For Android, use Chrome’s chrome://inspect to remotely debug WebSocket connections in Chrome for Android. Connect your device via USB, enable USB debugging, then open chrome://inspect on your desktop Chrome. You will see all open tabs and can inspect WebSocket traffic the same way you would on desktop. For iOS, use Safari’s Web Inspector by enabling it in Settings > Safari > Advanced > Web Inspector, then connecting to your Mac and opening Safari’s Develop menu.
Why does my WebSocket connection work locally but fail in production?
The most common cause is a reverse proxy or load balancer that does not forward the Upgrade and Connection headers. Verify your proxy configuration passes these headers through. Another frequent cause is TLS certificate issues: your client uses wss:// in production, and the certificate might not cover the WebSocket endpoint’s domain or subdomain. Finally, check if a Web Application Firewall (WAF) is blocking the upgrade request.
Can I inspect WebSocket traffic in Firefox DevTools?
Yes. Firefox DevTools shows WebSocket connections in the Network panel, similar to Chrome. Click the WS filter, select a connection, and switch to the Messages tab to see individual frames. Firefox also shows the frame size and timestamp for each message. The Firefox DevTools documentation covers additional features.
How do I test WebSocket reconnection logic?
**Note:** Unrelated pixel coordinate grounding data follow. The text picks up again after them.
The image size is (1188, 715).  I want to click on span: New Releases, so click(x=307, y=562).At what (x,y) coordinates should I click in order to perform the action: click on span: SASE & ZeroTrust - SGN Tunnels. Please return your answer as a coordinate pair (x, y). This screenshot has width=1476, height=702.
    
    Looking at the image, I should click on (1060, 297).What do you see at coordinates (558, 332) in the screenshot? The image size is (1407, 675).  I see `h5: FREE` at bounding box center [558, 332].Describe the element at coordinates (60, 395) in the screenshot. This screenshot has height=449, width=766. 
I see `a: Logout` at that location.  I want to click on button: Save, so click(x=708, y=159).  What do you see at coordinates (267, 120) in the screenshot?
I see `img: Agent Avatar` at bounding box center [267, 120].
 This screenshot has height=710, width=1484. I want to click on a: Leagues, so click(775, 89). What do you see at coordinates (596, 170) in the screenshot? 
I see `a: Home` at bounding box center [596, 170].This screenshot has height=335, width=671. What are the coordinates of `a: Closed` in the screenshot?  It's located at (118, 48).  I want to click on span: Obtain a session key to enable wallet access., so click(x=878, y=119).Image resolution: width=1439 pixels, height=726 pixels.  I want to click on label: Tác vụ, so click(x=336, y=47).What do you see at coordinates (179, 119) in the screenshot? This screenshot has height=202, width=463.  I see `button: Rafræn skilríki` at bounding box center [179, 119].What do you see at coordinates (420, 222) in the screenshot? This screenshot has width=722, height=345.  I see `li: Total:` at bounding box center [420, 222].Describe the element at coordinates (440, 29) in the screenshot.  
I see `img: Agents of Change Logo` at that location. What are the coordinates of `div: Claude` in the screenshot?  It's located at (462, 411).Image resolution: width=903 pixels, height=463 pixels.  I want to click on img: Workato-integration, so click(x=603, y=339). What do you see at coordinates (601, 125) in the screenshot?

The simplest approach is to kill the server while a client is connected and observe the client’s behavior. For more controlled testing, use a tool like tc (traffic control) on Linux to simulate network interruptions, or use the WebSocket Proxy Testing Tool to inject connection drops at specific points. You can also call ws.close(1001, "going away") from the server to simulate a graceful shutdown and verify the client reconnects correctly.